From http://www.ifccenter.com/films/born-in-flames/
Experimental maverick Barbara Hammer chooses Lizzie Borden’s incendiary early-indie, a futuristic feminist drama, that is as much a document of early ’80s New York as a cry for Patty Hearst-style revolution. It is ten years after the “Second American Revolution,” and the leader of the Women’s Army mysteriously dies… setting off women across the nation to take down The System. The film that heralded the arrival of Queer Cinema is also a who’s who of the New York radical/performance scene, with a cast that includes the late Ron Vawter, and a very young Kathryn Bigelow!
Barbara Hammer on BORN IN FLAMES (NR, 80 Minutes, USA, 1983):
“In 1983 when I saw Lizzie Borden’s BORN IN FLAMES, I was seeing a revolutionary movie with mostly female characters living in a self-constructed world surrounded by a hostile environment. Posing as a sci-fi narrative Born In Flames released the pent up frustrations from the seventies that saw not enough change. Women were still second class citizens and glass ceilings were not rising but lowering. Two radical women’s groups do not see eye to eye. One group is led by a white lesbian leader who is loud and contentious. The other group’s leader is soft spoken and African-American. They both operate separate and competing radio stations.
“There are some incredible scenes like a group of women on bicycles coming to the rescue of another; wheat pasting propaganda sheets throughout the streets of lower Manhattan; putting a condom on a penis.
“I am afraid to see the culminating shots of this outrageous film that hit the streets running. It involves our former World Trade Center.
“I won’t say more here except this film deserves to be seen. It is not only a historic early women directed narrative (with, by the way, Kathryn Bigelow (the Hurt Locker) playing an intern; but a film that rocked the women’s film festivals worldwide.
“We were all about ready to join the Women’s Army after seeing BORN IN FLAMES.”
Barbara Hammer was born on May 15, 1939 in Hollywood, California.
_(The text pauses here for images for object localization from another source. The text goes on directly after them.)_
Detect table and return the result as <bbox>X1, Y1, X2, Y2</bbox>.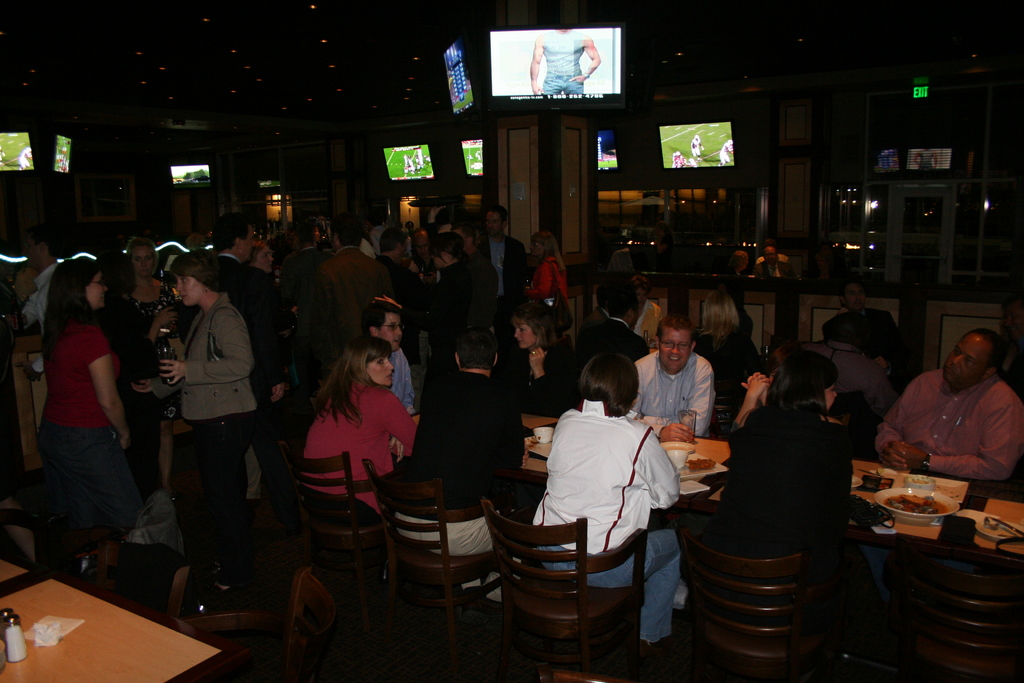
<bbox>516, 431, 572, 492</bbox>.
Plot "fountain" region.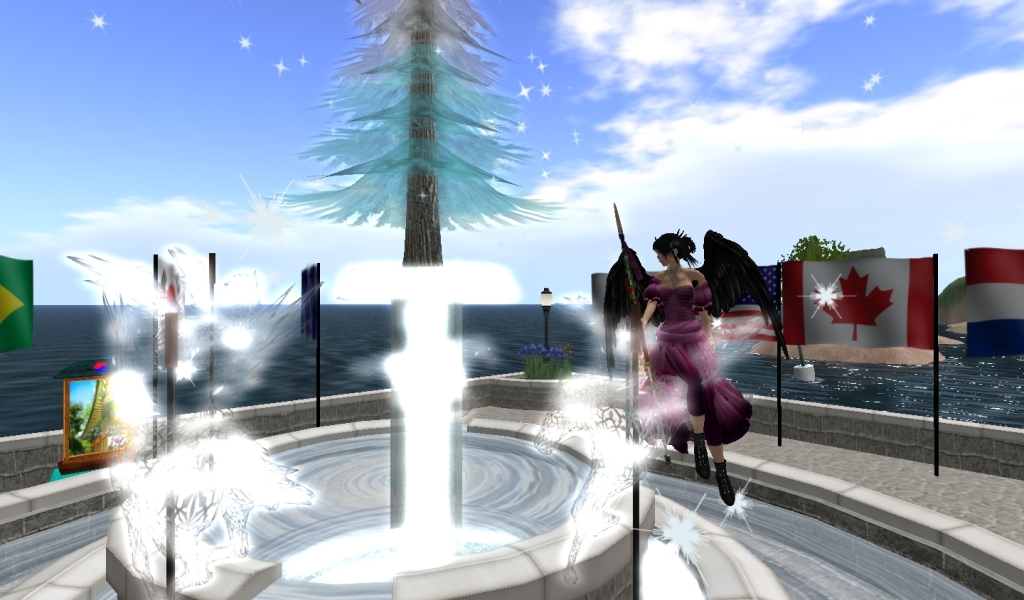
Plotted at pyautogui.locateOnScreen(93, 280, 803, 599).
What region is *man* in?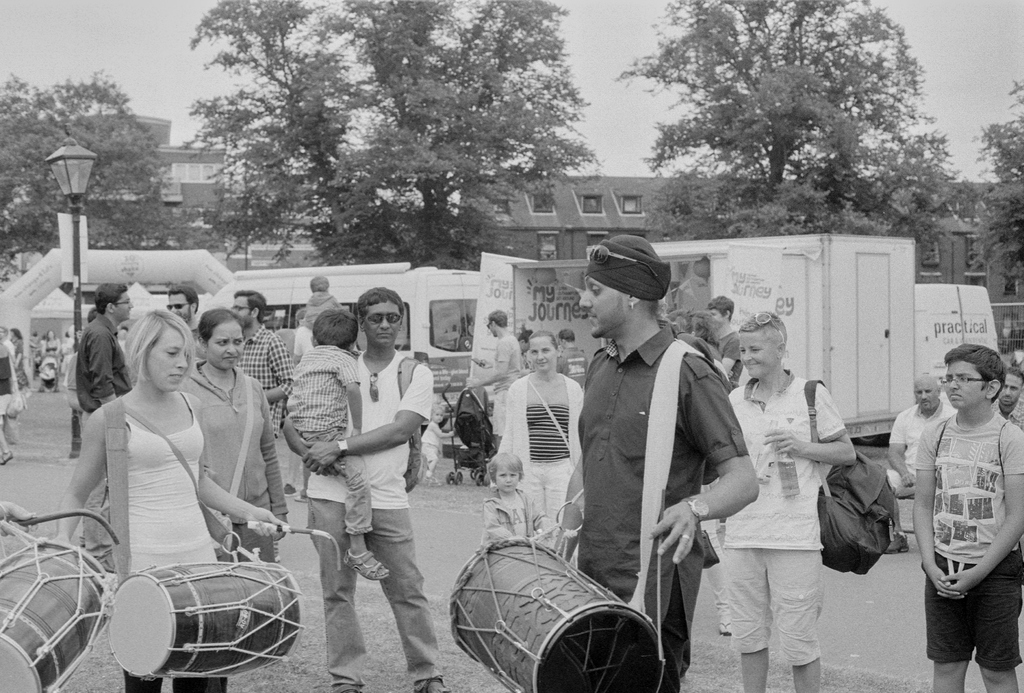
x1=276 y1=272 x2=440 y2=688.
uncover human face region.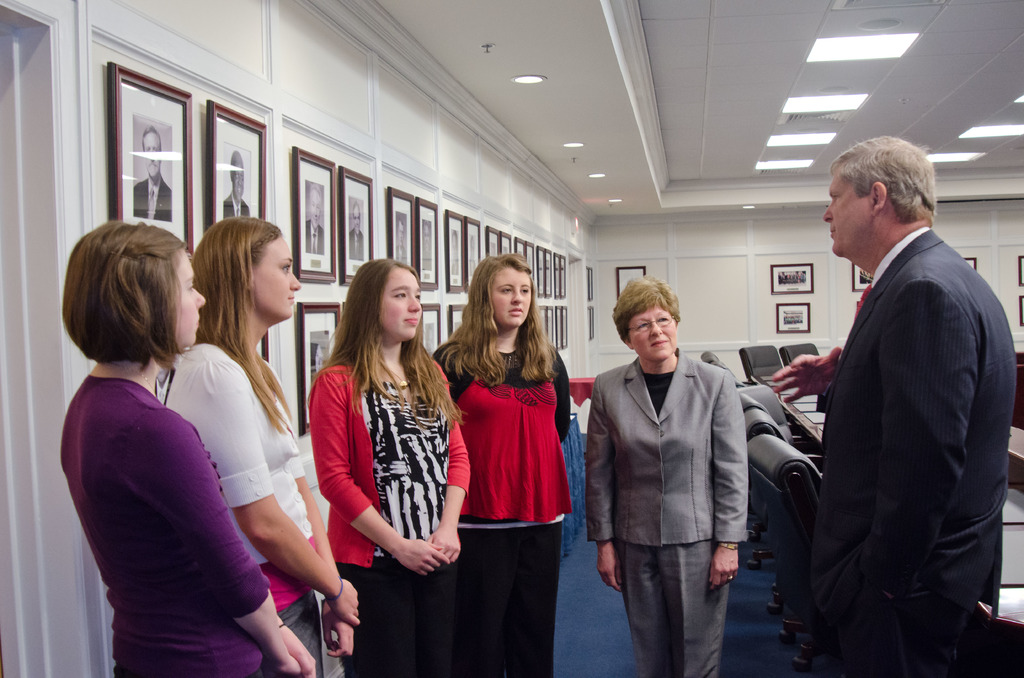
Uncovered: bbox(177, 255, 205, 347).
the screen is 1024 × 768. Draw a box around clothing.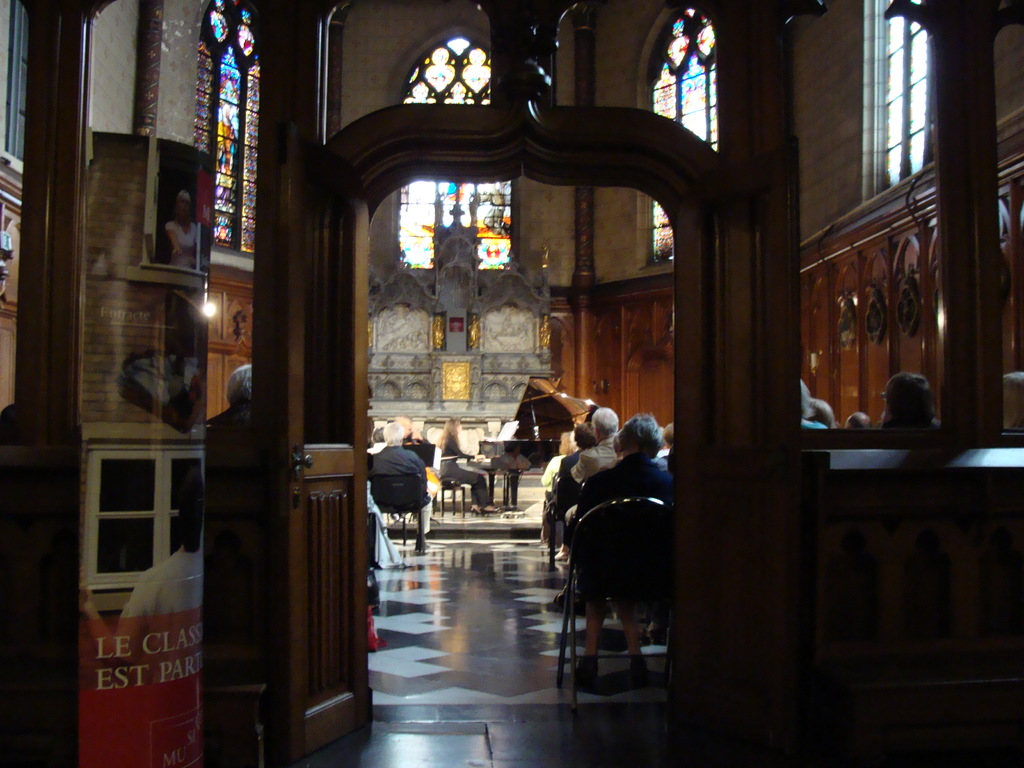
rect(441, 433, 498, 511).
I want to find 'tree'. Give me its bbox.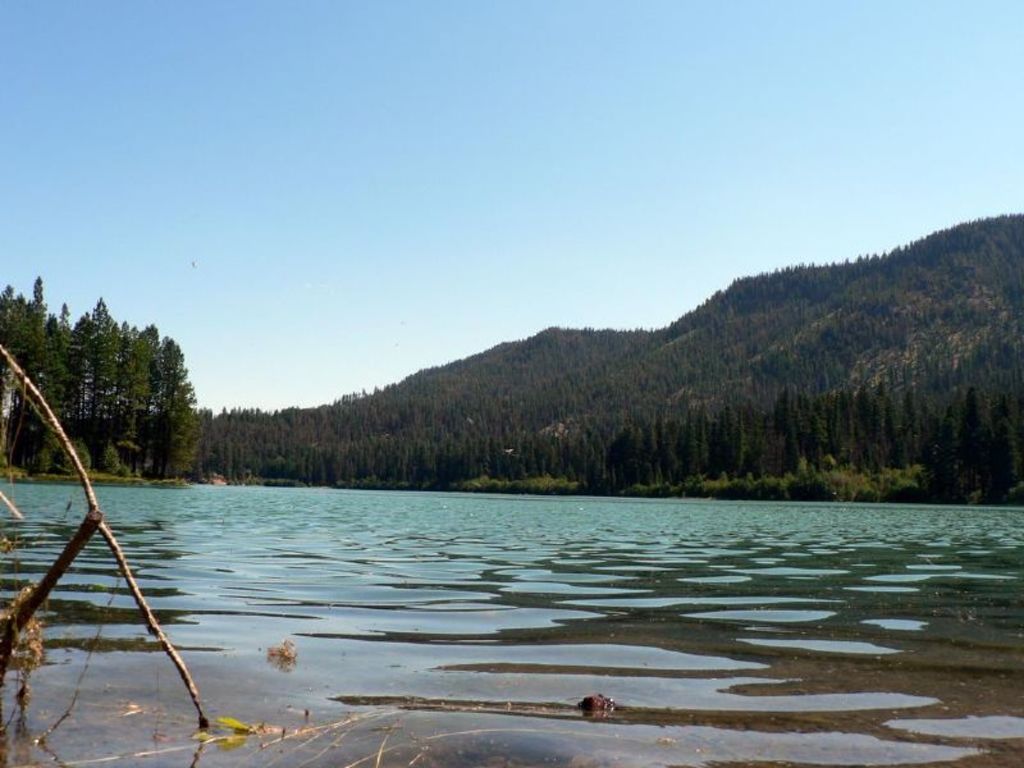
crop(534, 435, 570, 481).
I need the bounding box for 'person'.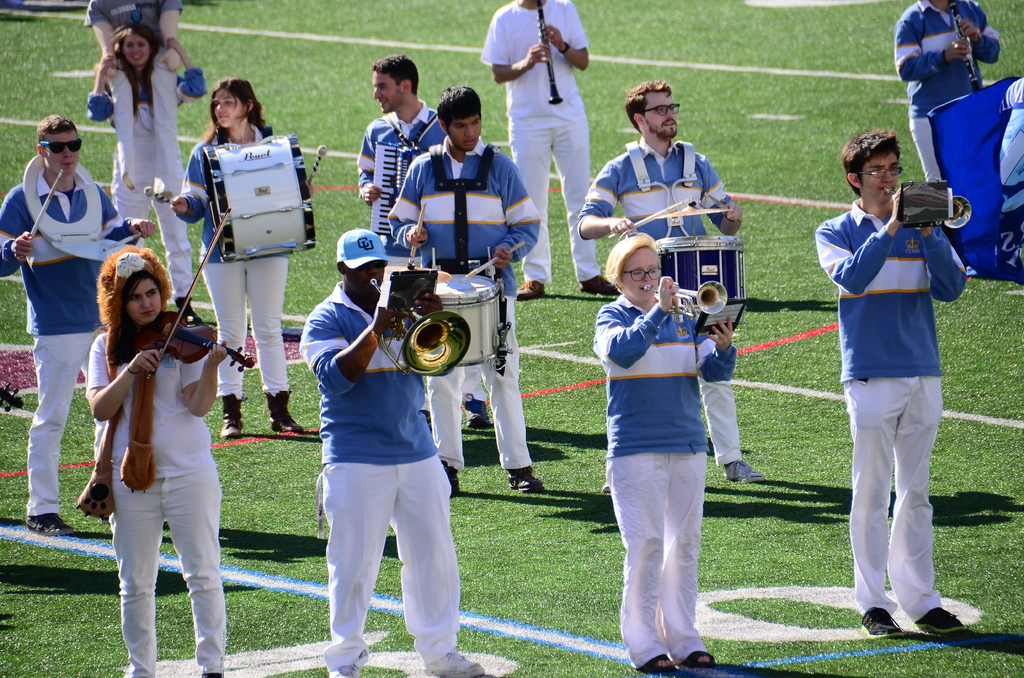
Here it is: Rect(163, 72, 310, 436).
She is a visual artist working primarily in film and video and has made over 80 works in a career that spans 40 years. She is considered a pioneer of queer cinema. She has received numerous awards, most recently the Teddy for the best LGBT film at the 2009 International Berlin Film Festival. Her first book on queer cinema, HAMMER! Making Movies Out of Sex and Life , will launch at The Elizabeth Sackler Center at The Brooklyn Museum of Art on March 6, 2010 and is published by The Feminist Press of City University of New York. On September 15th, 2010 Hammer will have her first US retrospective at the Museum of Modern Art in New York City followed by The Tate Modern in London in January 2011.